Poor accounting practices mean the Department of Defense can’t even tell how much money or equipment it has lost.
Joe Lancaster | 7.4.2022 8:00 AM
The Army failed to properly account for tens of millions of dollars’ worth of equipment, according to the Department of Defense’s (DOD) internal watchdog.
A report released last week by the DOD Office of the Inspector General detailed the results of a recent audit of military bases in Kuwait. Specifically, the audit intended “to determine whether the Army effectively accounted for Government-furnished property (GFP).”
The audit focused on two bases, Camp Arifjan and Camp Buehring. In 2010, a contractor (not named in the report) was awarded a $75 million contract to provide operations and security support to both bases, including “food and housing, payroll support, fire protection, security protection, law enforcement, and transportation.” The contract was extended multiple times, totaling more than $5 billion over more than a decade.
According to the contractor’s records, in that time it received more than $108 million in GFP from the Army, such as “printers, refrigeration units, and vehicles.” But the audit found that according to the Army’s records, it had given the contractor nearly $157 million worth of equipment. And counterintuitively, despite its total dollar amount being about 50 percent higher, the Army recorded having provided 23,000 fewer individual items.
The report determined that the Army failed to account for at least 23,374 items. Of the remaining 123,988 items the contractor listed having received, the Army failed to record identifiers like contract or serial numbers on 111,877 of them, complicating oversight.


• _PROBLEM TO WORK ON_:
Pictures aside, copy exactly the lines running from the one with "The image size is (1465, 737)." to the end of the records.

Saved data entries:

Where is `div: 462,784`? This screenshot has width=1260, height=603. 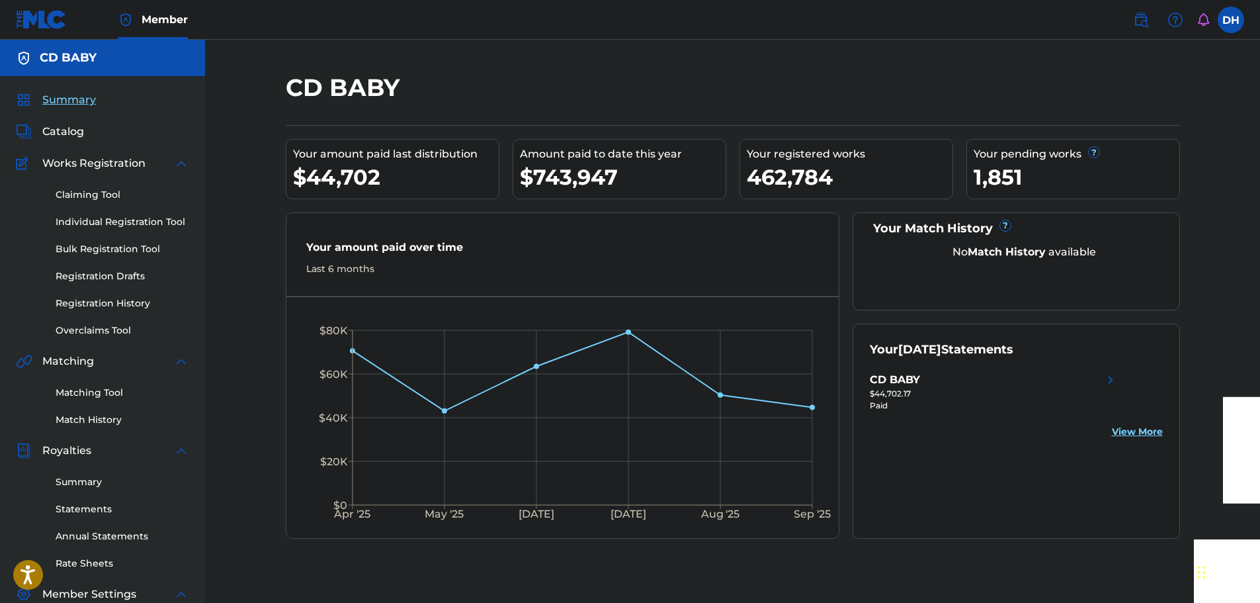 div: 462,784 is located at coordinates (849, 177).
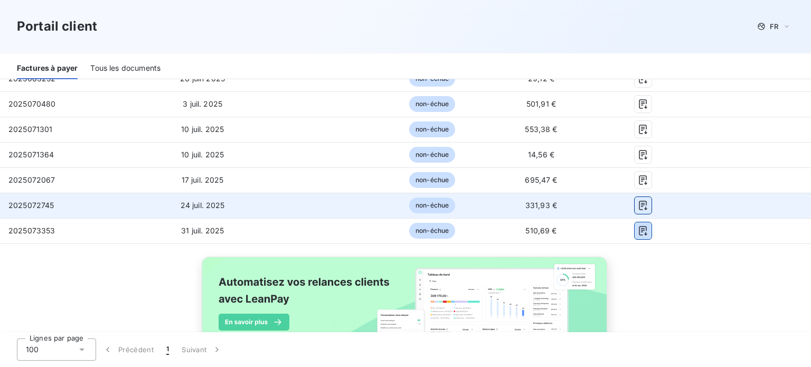 The width and height of the screenshot is (811, 367). What do you see at coordinates (31, 205) in the screenshot?
I see `span: 2025072745` at bounding box center [31, 205].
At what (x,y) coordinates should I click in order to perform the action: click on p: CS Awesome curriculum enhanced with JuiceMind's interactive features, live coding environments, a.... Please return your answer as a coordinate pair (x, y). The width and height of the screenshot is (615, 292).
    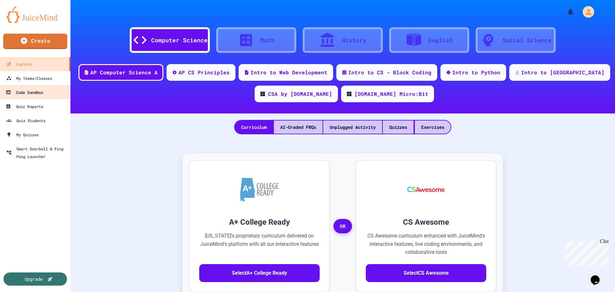
    Looking at the image, I should click on (426, 244).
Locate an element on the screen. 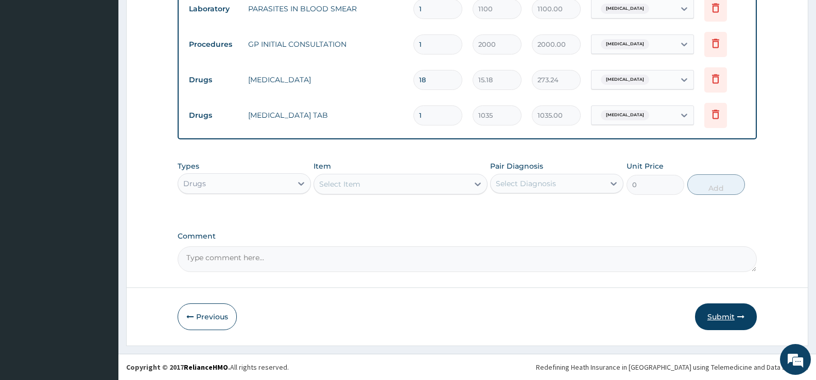  div: Chat with us now is located at coordinates (113, 64).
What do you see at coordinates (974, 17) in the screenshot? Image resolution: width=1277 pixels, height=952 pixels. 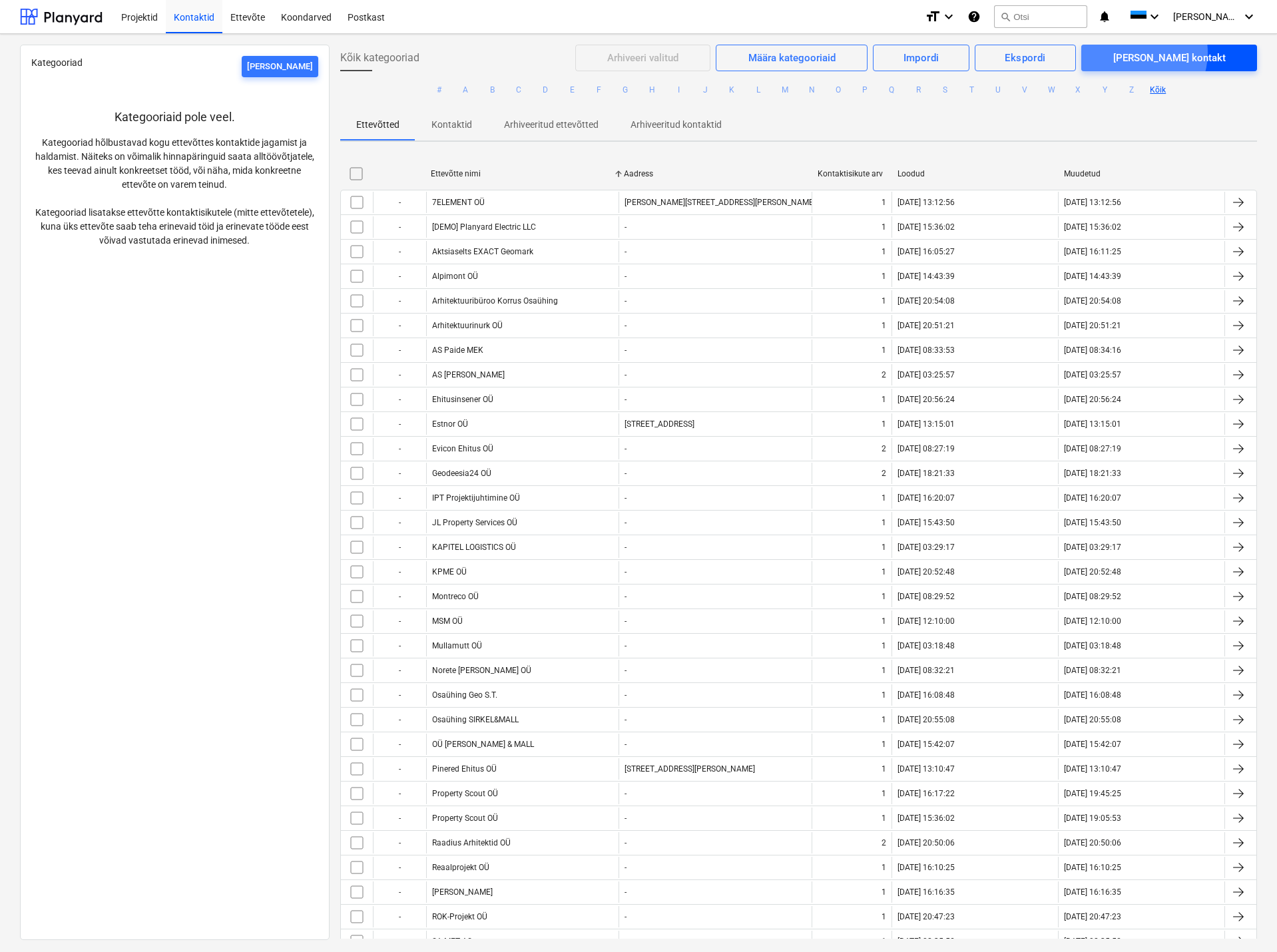 I see `i: Abikeskus` at bounding box center [974, 17].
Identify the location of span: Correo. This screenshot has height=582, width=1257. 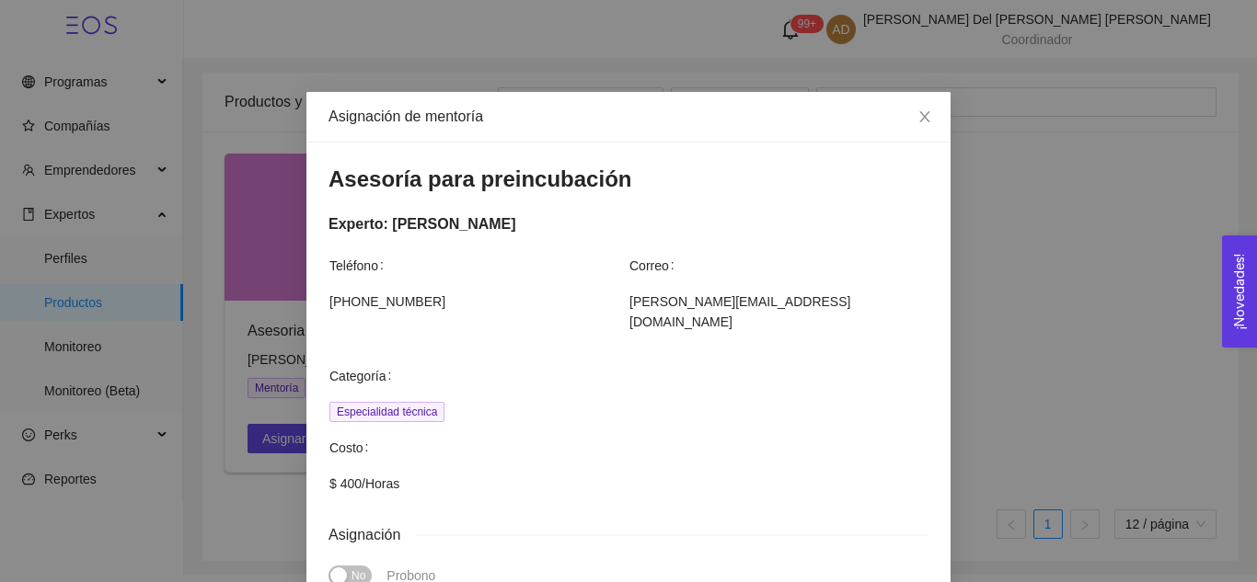
(655, 266).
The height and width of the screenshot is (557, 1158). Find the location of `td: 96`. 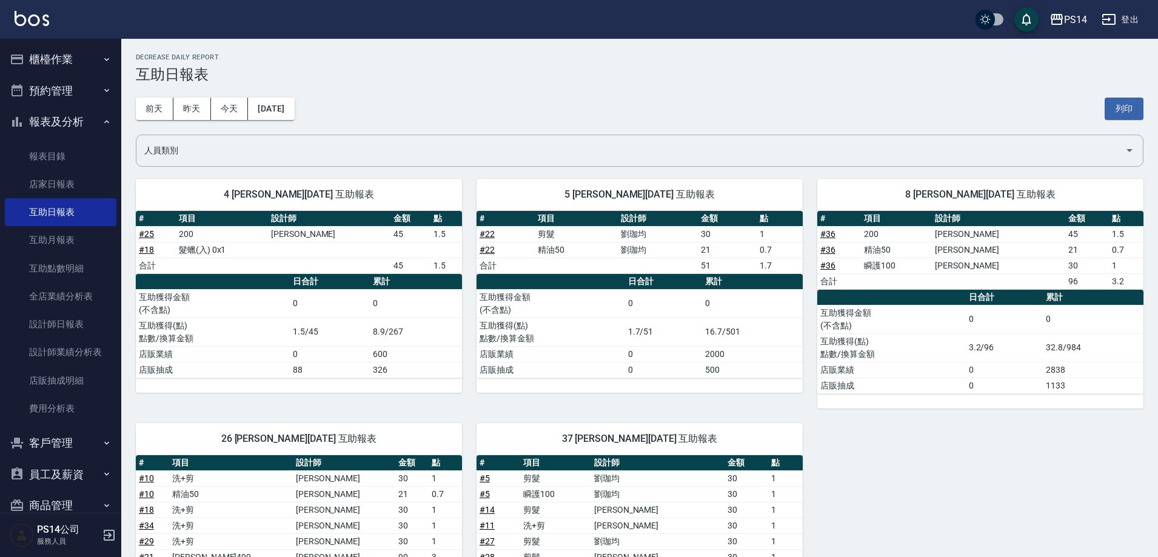

td: 96 is located at coordinates (1087, 281).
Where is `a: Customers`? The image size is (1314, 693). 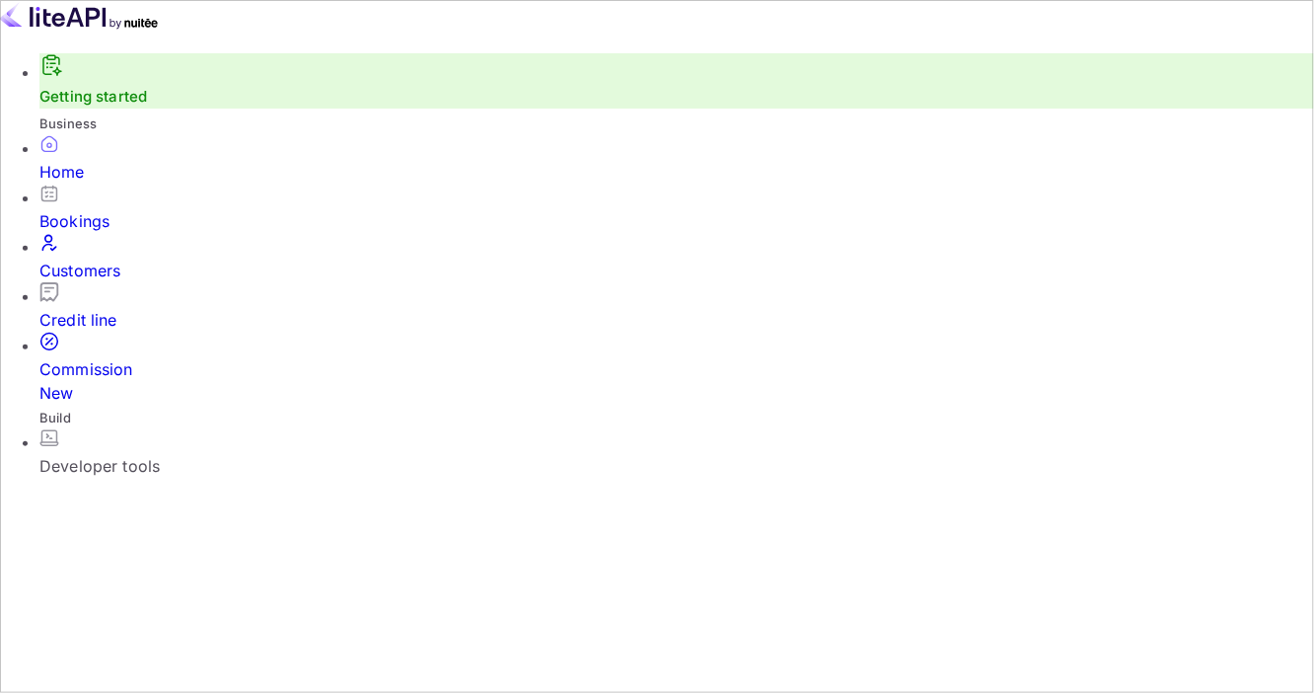
a: Customers is located at coordinates (677, 258).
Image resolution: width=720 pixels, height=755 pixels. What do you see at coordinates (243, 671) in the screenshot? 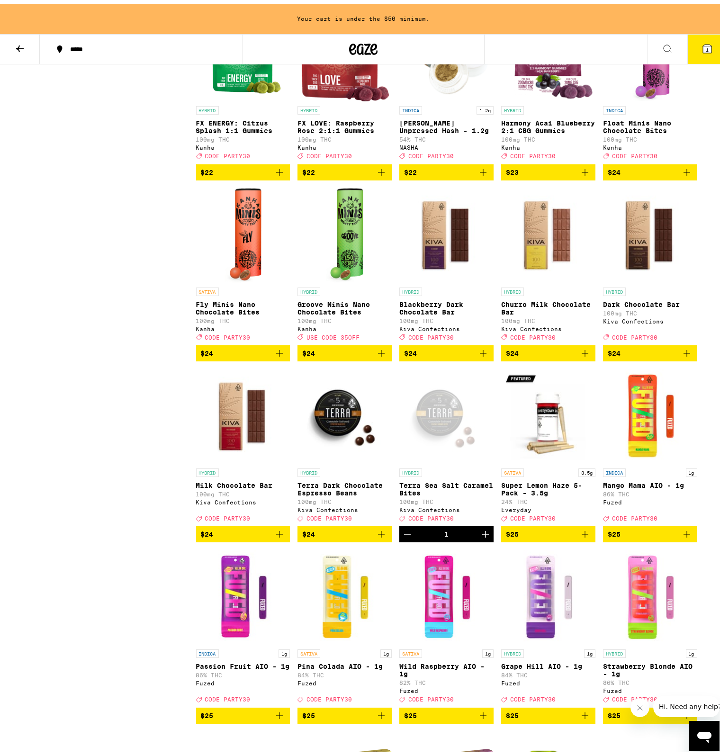
I see `p: 86% THC` at bounding box center [243, 671].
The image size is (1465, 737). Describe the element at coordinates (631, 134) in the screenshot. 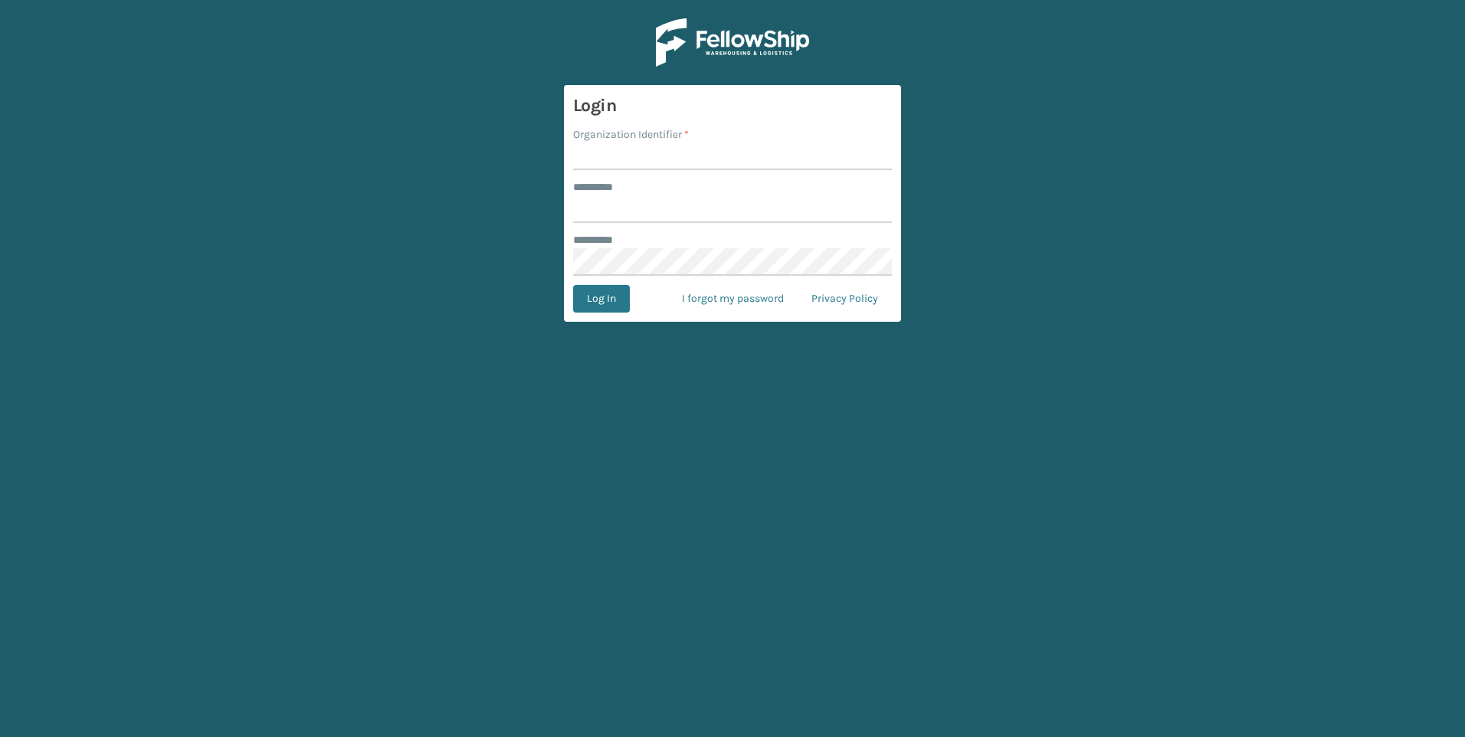

I see `label: Organization Identifier` at that location.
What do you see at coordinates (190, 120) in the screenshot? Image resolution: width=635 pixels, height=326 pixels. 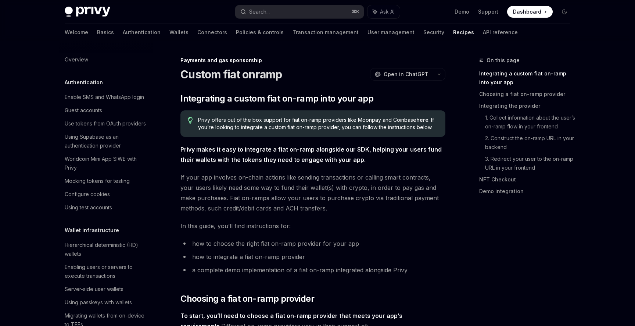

• _ANSWER SECTION_:
The image size is (1465, 737). Describe the element at coordinates (631, 134) in the screenshot. 

I see `label: Organization Identifier` at that location.
What do you see at coordinates (190, 120) in the screenshot? Image resolution: width=635 pixels, height=326 pixels. 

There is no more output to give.